■ **Work instructions**:
Entries follow. Give back exactly the lines starting at the one containing "You are a GUI" and ending at the one containing "This screenshot has", and no other lines.

[[ The input open ]]

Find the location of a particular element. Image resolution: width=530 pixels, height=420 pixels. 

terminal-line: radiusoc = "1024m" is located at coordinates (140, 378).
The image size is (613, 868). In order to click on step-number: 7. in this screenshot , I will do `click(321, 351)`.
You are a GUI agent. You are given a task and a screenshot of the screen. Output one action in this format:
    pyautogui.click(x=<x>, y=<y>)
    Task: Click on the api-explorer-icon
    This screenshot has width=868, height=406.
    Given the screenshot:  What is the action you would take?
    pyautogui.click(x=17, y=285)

[[ The input closed ]]
[[ The input open ]]

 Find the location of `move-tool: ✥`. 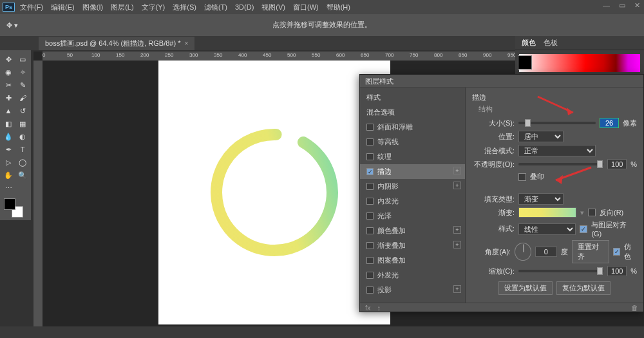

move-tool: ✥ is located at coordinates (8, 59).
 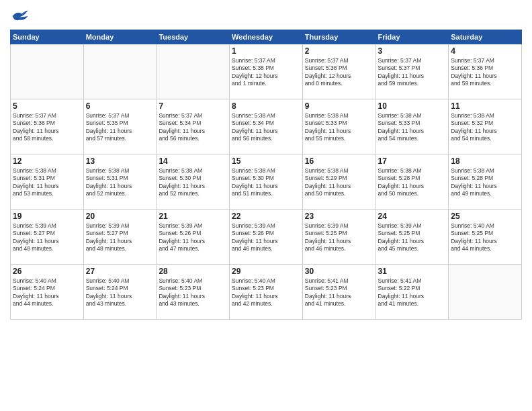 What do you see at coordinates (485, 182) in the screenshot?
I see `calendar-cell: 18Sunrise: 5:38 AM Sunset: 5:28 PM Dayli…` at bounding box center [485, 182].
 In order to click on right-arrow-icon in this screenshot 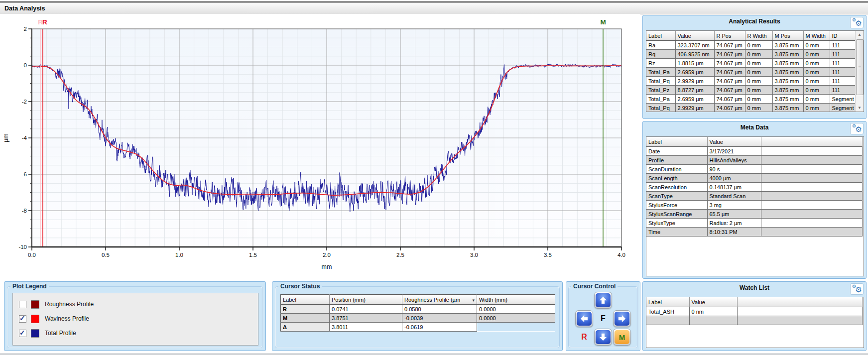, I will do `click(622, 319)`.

[[ The input closed ]]

■ **Task output**:
You are a GUI agent. You are given a task and a screenshot of the screen. Output one action in this format:
    pyautogui.click(x=<x>, y=<y>)
    Task: Click on the api-explorer-icon
    This screenshot has width=868, height=406.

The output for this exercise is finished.